After-School Special

On learning in—and especially beyond—the college classroom

After-School Special
Illustration by Paul Twa

Hi everyone,

At our normal publication hour I was participating in a lively panel discussion on architecture and design publishing hosted by DesignTO. Thanks to those of you who attended, and welcome to the many new subscribers who arrived this past week. Below is the second part of our “back-to school special”: a reflection on Wesleyan University president Michael S. Roth’s new book about being a student.

I finished my formal education more than a decade ago, but I feel like I’m learning as much now as ever. In what ways are you still a student? Hit reply or comment below to tell me, and what you share will inform what we choose to cover in future issues. See you next Wednesday at our appointed hour.

Love all ways,
Brian


After-School Special

In The Student: A Short History (buy in CA, US), Michael S. Roth narrates how the definition of student has changed through the centuries, from those who gravitated to “iconic” ancient teachers Confucius, Socrates, and Jesus to today’s teens choosing a university. It is a malleable concept, ranging from followers and disciples in ancient times to Medieval apprentices and rowdy nineteenth-century “college men.” This wandering path, Roth suggests, heads off in an irreversible new direction with the words of philosopher Immanuel Kant. The first line of Kant’s essay “An Answer to the Question: What Is Enlightenment?” reads: “Enlightenment is man’s emergence from his self-incurred immaturity.” As Roth adds, “This is the clarion call in the development of the modern idea of the student: someone in the process of learning to think for oneself.”

Roth helpfully anchors his story in the biographies and words of individuals, from Jean-Jacques Rousseau and Thomas Jefferson to lesser-known figures like Charles Rollin, a Catholic priest and rector at the Sorbonne in Paris, the Prussian education minister Wilhelm von Humboldt, and American academic James Morgan Hart. Students continually push for scholarly autonomy, the ability to use their status as students to go beyond premodern obligations to God, family, and community. They want to engage in inquiry for its own sake, for their development as whole beings. Roth acknowledges this push was halting and uneven: “The direct pathway to freedom was education, and nothing made that more apparent than attempts to block it.” This was especially true for women and for slaves, as the references to Mary Wollstonecraft and W.E.B Du Bois make clear.

Nonetheless, this is a story of progress: “With freedom we can be students, and as students, we expand the realm of freedom.” Roth is a suave commentator on philosophy and literature, and anchoring his story in others’ words makes for an entertaining read—and gives the dedicated independent learner a rich bibliography to explore. Yet his scope narrows as he marches toward the present, zeroing in first on higher education, then higher education in the United States.

At one point Roth writes, “The focus on exclusive schools distorts our picture of what it means to be a college student.” I am as deeply committed to the ideas of liberal education as Roth, and believe as strongly in its personal, social, cultural, and political benefits. I thrilled to the miniature disquisition on teaching in the final chapter, which moves from John Dewey and Paulo Freire to a paragraph that references Friedrich Nietzsche, John Baldessari (!), and William James.

Yet as his story narrowed, I began reflecting upon my own formal education, which through great fortune included stints at both private and public schools and universities in the US. I’m grateful for those experiences, but, looking back on them from the vantage point of middle age, I realize that the bulk of my learning didn’t happen while a college (or graduate) student.

Though no one would have described me as a “student” of its bands and zines, I learned as much from participating in Chicago’s punk scene during high school as I did in the core arts-and-sciences curriculum during my undergraduate years. Though there was no syllabus, I have learned as much from sharing my writing online—and hearing back from strangers about it—as I did from certain of my professors in graduate school. And so I began to ask myself, while reading The Student: how can we ensure our understanding of the term incorporates such experiences?

Roth helpfully mentions what he calls, at one point, “lateral learning”—the idea that students learn from each other as much or more as they learn from their teachers. Now I want a whole other history of that kind of learning-through-mutual-support, an update to and expansion of Joseph Kett’s 1994 book The Pursuit of Knowledge Under Difficulties. This is why I prefaced today’s newsletter with one last week focused on two experimental educational initiatives, and why I continually seek out self-organized and non-accredited educational projects. At one point Roth writes, “The [public] focus on exclusive schools distorts our picture of what it means to be a college student.” The same is true of a narrow focus on college in defining what it means to be a student today. In most people’s lives, if they have the good fortune to attend a university, those years are their own “short history.” There are so many more ways to be a student, and I look forward to exploring them with you.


Your task: Go through the data and count each line that has the string "colon". Give that count alone.

***** Study material

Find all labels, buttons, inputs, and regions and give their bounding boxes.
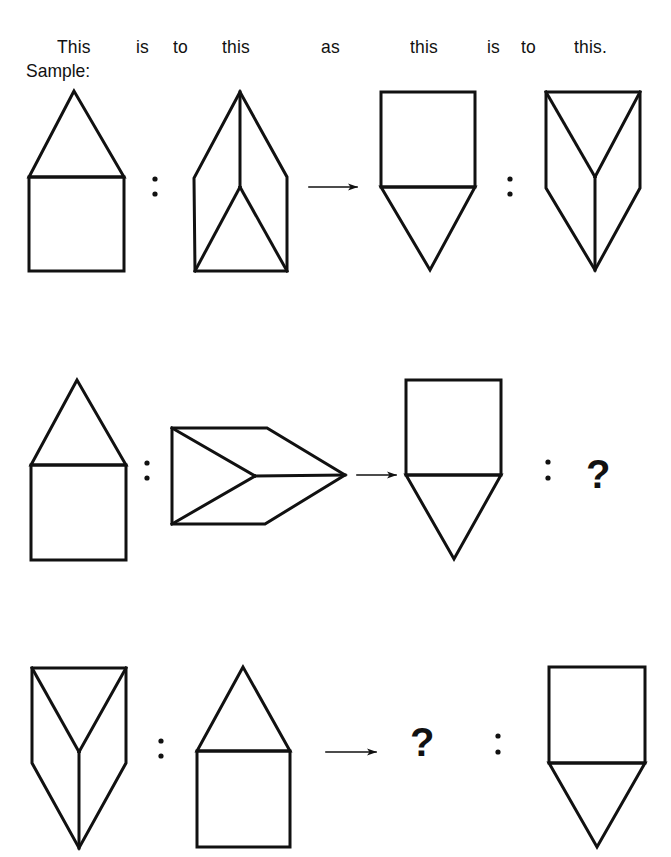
problem-1-prism-right-shape — [172, 428, 345, 524]
analogy-figures — [0, 0, 671, 857]
problem-2-prism-down-shape — [32, 668, 126, 848]
sample-row — [29, 91, 640, 271]
sample-prism-up-shape — [194, 92, 287, 271]
sample-house-shape — [29, 91, 124, 271]
problem-2-square-triangle-shape — [549, 667, 645, 847]
sample-colon-2 — [507, 176, 512, 196]
problem-1-square-triangle-shape — [406, 380, 501, 559]
sample-square-triangle-shape — [381, 92, 475, 270]
problem-2-house-shape — [197, 667, 290, 847]
problem-1-colon-2 — [545, 459, 550, 480]
sample-prism-down-shape — [546, 92, 640, 270]
problem-1-unknown-answer: ? — [586, 454, 610, 494]
problem-2-colon-2 — [495, 733, 500, 754]
problem-1-house-shape — [31, 380, 126, 560]
problem-2-colon-1 — [158, 738, 163, 758]
problem-2-unknown-answer: ? — [410, 722, 434, 762]
problem-1-row — [31, 380, 551, 560]
problem-2-row — [32, 667, 645, 848]
problem-1-colon-1 — [144, 460, 149, 480]
sample-colon-1 — [152, 176, 157, 196]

**********

Output for this exercise: 6